On Apr 21, 2004, at 9:11 AM, Sumeet Singh wrote:
Hi,
In my use-case I am dealing with multiple headers with the same key (e.g. Cookie), and need to modify or remove a specific header based on its key and value (e.g. remove a certain cookie header while leaving the rest in). There is no api in apr_tables that would allow me to remove a given header instance. apr_table_unset will remove all cookies. And I can't have my code remove a header from the apr_array_table_t array because that will render the internal hash index incorrect. Secondly, eventhough I can modify the value of a specific header by iterating over the apr_array_header_t, that would be inefficient because I wouldn't be able to use the internal index_first and index_last values. Therefore I have written three functions (patch files attached) and am hoping that the powers-that-be will be willing to review and roll them into the APR codeline.
1) apr_table_set_one (apr_table_t *t, const char *key, const char *oldVal, const char *newVal)
replaces value of header "key" and value "oldVal" with value "newVal". If "oldVal" is null, then the first occurance of the header is replaces (this is an optimization for situations where we know that only one header exists and don't care about its current value). If the header is not found, then it behaves like apr_table_add.
I finally got a chance to read through the patch. The code makes sense, but I
have a question: will apr_table_set_one and apr_table_unset_one provide
all the functionality you need?
Using Cookie and Set-Cookie headers as an example, it seems like an exact
match on the oldVal wouldn't be sufficient. If your response headers include
something like this:
Content-Type; text/html
Set-Cookie: userID=1; max-age=86400; domain=.example.com
Cache-Control: private
Set-Cookie: sessionID=54321; max-age=1800; domain=.example.com
and you want to change or remove the "userID" cookie, it's a lot easier
to do a prefix match on "userID=" than on the entire value of that table
entry. (If that table entry was set by some other module, we may not
know what the full value of that entry is.)
In the general case, an application might need to: 1. iterate through all the elements in a table that match a given key, 2. selectively modify the value of one or more of the matching elements, or delete one or more of the matching elements, 3. and optionally stop iterating based on some application-defined criteria.
This sounds a lot like apr_table_do, except that apr_table_do doesn't allow modification of the table elements.
If there were a variant of apr_table_do that allowed modification of the value (but not the key) of visited elements, and the deletion of visited elements, would that work for your application?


- [Exercise details]:
Nothing but the lines from the first line of the entries through the line with "Image is 980x461 pixels." should appear in the answer, transcribed exactly and free of pictures.

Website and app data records

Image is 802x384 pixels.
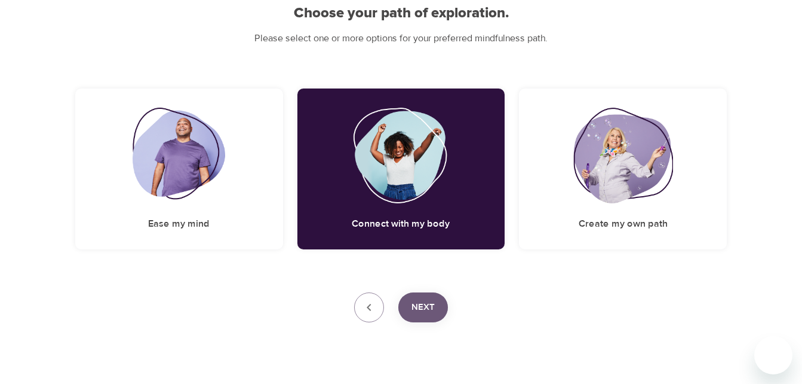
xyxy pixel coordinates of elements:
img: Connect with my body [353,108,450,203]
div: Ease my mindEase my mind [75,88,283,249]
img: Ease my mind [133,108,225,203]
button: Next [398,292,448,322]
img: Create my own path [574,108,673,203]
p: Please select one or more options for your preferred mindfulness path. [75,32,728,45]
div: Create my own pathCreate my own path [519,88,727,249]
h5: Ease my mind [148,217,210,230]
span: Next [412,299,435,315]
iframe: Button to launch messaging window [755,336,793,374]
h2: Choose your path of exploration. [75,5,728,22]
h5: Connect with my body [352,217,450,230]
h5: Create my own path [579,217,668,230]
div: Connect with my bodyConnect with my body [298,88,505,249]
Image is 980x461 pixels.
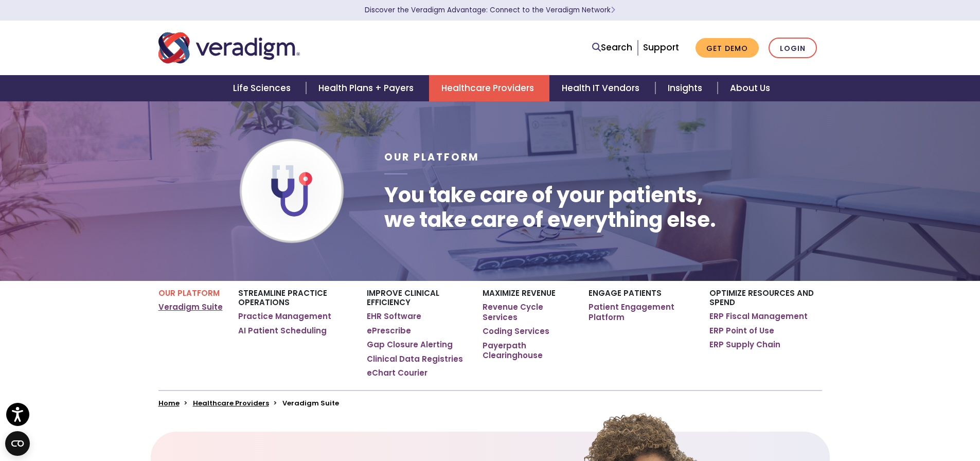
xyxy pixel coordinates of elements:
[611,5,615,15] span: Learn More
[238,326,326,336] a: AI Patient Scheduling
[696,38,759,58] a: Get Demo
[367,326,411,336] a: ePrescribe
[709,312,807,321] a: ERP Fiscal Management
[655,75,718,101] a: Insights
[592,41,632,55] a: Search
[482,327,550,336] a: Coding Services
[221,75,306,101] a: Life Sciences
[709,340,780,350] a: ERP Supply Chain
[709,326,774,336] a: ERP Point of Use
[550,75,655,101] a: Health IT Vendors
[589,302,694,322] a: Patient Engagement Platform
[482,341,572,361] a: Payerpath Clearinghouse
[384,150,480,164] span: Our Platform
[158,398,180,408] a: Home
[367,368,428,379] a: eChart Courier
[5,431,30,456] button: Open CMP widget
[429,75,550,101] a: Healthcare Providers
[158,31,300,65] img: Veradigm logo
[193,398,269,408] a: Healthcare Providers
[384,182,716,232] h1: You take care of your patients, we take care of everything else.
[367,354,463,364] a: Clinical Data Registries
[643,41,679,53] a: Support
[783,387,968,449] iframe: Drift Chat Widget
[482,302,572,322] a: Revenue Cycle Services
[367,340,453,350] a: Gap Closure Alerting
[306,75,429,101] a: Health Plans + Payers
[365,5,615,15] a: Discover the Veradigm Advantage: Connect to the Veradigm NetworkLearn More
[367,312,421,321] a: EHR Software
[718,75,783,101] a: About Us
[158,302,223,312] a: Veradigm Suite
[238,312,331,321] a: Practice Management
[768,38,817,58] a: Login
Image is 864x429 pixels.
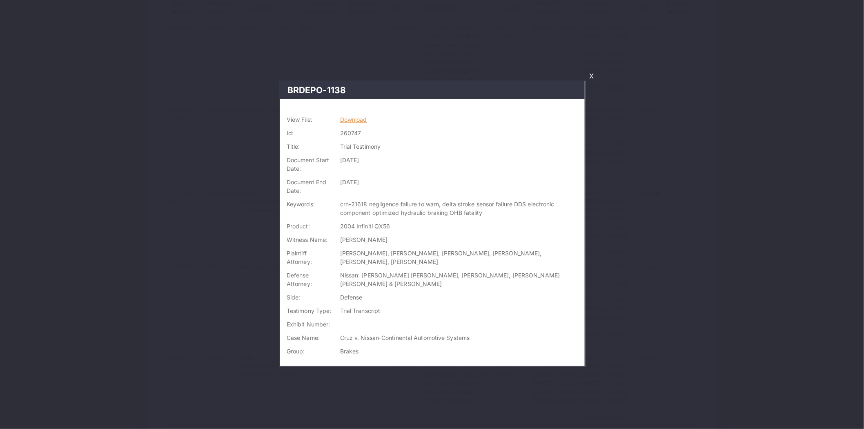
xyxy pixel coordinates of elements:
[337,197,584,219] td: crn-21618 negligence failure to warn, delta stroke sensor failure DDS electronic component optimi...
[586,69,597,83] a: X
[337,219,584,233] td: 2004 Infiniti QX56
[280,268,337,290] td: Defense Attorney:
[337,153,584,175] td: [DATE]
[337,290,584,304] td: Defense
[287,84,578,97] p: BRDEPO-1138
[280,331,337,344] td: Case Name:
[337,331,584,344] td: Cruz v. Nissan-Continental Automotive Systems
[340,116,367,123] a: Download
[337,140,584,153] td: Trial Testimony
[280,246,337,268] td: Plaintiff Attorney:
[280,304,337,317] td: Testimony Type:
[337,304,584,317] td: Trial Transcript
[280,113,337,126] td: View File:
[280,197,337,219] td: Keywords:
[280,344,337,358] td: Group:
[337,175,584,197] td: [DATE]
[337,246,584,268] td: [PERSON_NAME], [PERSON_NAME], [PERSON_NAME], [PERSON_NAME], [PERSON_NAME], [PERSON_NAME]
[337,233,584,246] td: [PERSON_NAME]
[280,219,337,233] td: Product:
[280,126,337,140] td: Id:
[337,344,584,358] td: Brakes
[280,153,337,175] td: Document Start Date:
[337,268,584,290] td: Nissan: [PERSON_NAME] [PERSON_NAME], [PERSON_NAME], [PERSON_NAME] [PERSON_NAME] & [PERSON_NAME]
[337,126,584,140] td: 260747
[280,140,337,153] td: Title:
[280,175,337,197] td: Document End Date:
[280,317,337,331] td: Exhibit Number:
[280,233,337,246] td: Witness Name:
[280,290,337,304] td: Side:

- [Result of this task]:
Image is 802x384 pixels.
xyxy pixel coordinates of elements:
img: Connect with my body [353,108,450,203]
div: Ease my mindEase my mind [75,88,283,249]
img: Ease my mind [133,108,225,203]
button: Next [398,292,448,322]
img: Create my own path [574,108,673,203]
p: Please select one or more options for your preferred mindfulness path. [75,32,728,45]
div: Create my own pathCreate my own path [519,88,727,249]
h5: Ease my mind [148,217,210,230]
span: Next [412,299,435,315]
iframe: Button to launch messaging window [755,336,793,374]
h2: Choose your path of exploration. [75,5,728,22]
h5: Connect with my body [352,217,450,230]
h5: Create my own path [579,217,668,230]
div: Connect with my bodyConnect with my body [298,88,505,249]
Image is 980x461 pixels.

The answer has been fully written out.